The U.S. Department of Energy (DOE) Pacific Region Clean Energy Application Center (PCEAC) offers a variety of services to promote Combined Heat and Power (CHP), district energy, and waste heat-to-power in its service territories of California, Nevada, and Hawaii. The center is co-located at UC Berkeley, UC Irvine, San Diego State University (SDSU), and San Francisco State University (SFSU). A key service offered by the PCEAC is an effort to assess the feasibility of CHP for particular sites. These "site assessment" studies are conducted by faculty, staff, and students of the Industrial Assessment Centers (IACs) at SDSU (
http://iac.sdsu.edu) led by Prof. Asfaw Beyene (619-594-7143;
http://beyene.sdsu.edu) and SFSU (
http://engineering.sfsu.edu/centers_of_excellence), led by Prof. Ahmad Ganji (415-338-7736;
http://engineering.sfsu.edu).
Since their establishment in 1991, the SDSU and SFSU IACs have audited over 800 manufacturing and other commercial plants throughout California with estimated total cost savings of tens of millions of dollars, and with recommendations that typically average less than two years in simple payback time. The IACs have to-date targeted small- and medium-sized manufacturing plants to help them improve efficiency and more effectively compete in the national and global marketplace. The operational goals of the SDSU and SFSU IACs are to provide both on-site and follow-up services in a timely and thorough manner that reflects their academic mission. Nationally, the IAC program has established a record of quality service that has cost-effectively improved national energy efficiency, with now over 14,000 site assessments conducted (
http://www.iac.rutgers.edu/database/index.php).
Through the current PCEAC effort sponsored by DOE, these CHP and district energy feasibility assessments are now being offered to select commercial sector customers as well as industrial customers. The feasibility study has three distinct phases:
- Pre-audit data collection: initial data onsite thermal loads, primarily utility bills for 12 consecutive months, a list of major equipment, etc.
- A site visit by SDSU or SFSU engineers and staff for projects that pass qualification screening.
- Written report with detailed recommendations and also information regarding incentives and regulatory issues.
Despite the great opportunities emanating from the use of available waste heat from onsite power generation or other processes, and in spite of the fact that CHP enjoys some level of support through State incentives, its implementation has been slow even for cases where the savings are large and the payback is short. According to the DOE, by 2010, in the U.S. had an estimated 82 GW of installed CHP capacity, about five percent of the total national electricity generation capacity. This is much lower than that of Europe, that has nine percent CHP, and Denmark at 40 percent. There is broad consensus that increasing the amount of CHP further can help to meet both environmental and economic goals. The PCEAC is pleased to be part of this mission.
Please visit the PCEAC website and/or contact SDSU or SFSU directly if you are interested in learning more about this site assessment service.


- **Instructions for the task**:
Where does the string "Image" occur in the records? Copy each line that holds it.

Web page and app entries

/---

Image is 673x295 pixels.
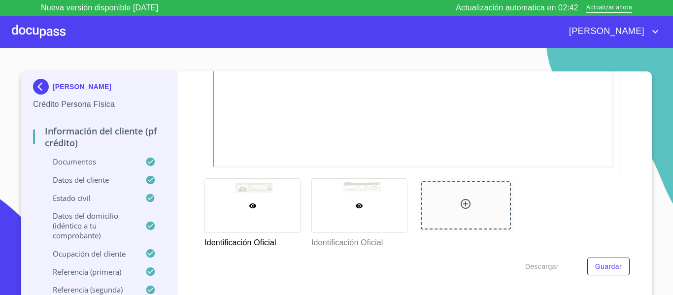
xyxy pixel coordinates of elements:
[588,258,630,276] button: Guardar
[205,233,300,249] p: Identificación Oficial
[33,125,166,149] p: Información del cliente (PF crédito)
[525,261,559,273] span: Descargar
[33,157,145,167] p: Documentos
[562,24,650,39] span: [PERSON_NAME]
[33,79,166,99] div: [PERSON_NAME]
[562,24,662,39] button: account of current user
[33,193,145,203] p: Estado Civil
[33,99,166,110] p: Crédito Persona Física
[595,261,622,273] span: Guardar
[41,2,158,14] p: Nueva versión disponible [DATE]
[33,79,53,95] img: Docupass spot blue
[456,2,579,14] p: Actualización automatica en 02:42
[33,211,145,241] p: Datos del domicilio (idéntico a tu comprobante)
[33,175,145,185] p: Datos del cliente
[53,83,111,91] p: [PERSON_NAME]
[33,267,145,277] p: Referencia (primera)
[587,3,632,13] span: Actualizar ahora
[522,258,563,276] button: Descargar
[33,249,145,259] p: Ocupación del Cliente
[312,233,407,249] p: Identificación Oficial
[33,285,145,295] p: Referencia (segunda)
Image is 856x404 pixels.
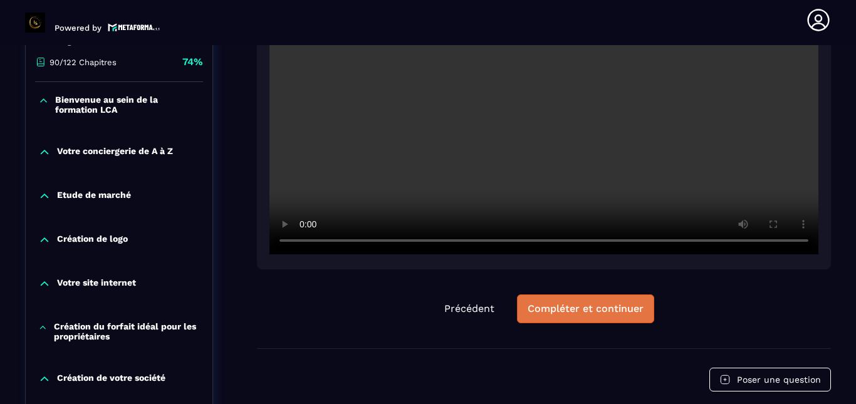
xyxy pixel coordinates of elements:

\---
/---

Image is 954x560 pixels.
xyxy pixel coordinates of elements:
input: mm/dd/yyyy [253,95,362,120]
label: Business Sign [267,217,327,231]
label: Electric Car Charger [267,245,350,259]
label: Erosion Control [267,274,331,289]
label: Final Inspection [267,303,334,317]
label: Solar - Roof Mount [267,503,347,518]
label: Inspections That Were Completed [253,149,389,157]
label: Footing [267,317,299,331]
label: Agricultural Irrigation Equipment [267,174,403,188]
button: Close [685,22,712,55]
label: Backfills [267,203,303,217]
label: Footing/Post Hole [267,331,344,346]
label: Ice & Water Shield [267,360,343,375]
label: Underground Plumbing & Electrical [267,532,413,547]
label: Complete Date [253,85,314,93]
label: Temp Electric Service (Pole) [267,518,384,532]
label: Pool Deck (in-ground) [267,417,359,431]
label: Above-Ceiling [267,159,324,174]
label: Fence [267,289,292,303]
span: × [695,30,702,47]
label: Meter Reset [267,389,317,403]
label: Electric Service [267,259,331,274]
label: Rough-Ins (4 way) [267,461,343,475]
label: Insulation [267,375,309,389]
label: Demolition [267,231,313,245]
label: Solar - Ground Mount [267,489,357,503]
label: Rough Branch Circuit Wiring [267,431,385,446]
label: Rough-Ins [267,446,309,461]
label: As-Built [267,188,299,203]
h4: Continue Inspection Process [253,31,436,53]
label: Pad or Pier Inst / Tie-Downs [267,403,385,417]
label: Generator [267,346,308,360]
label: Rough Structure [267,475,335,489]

\---

- **Answer space**:
Image is 673x295 pixels.
Image is 856x404 pixels.
Image is 954x560 pixels.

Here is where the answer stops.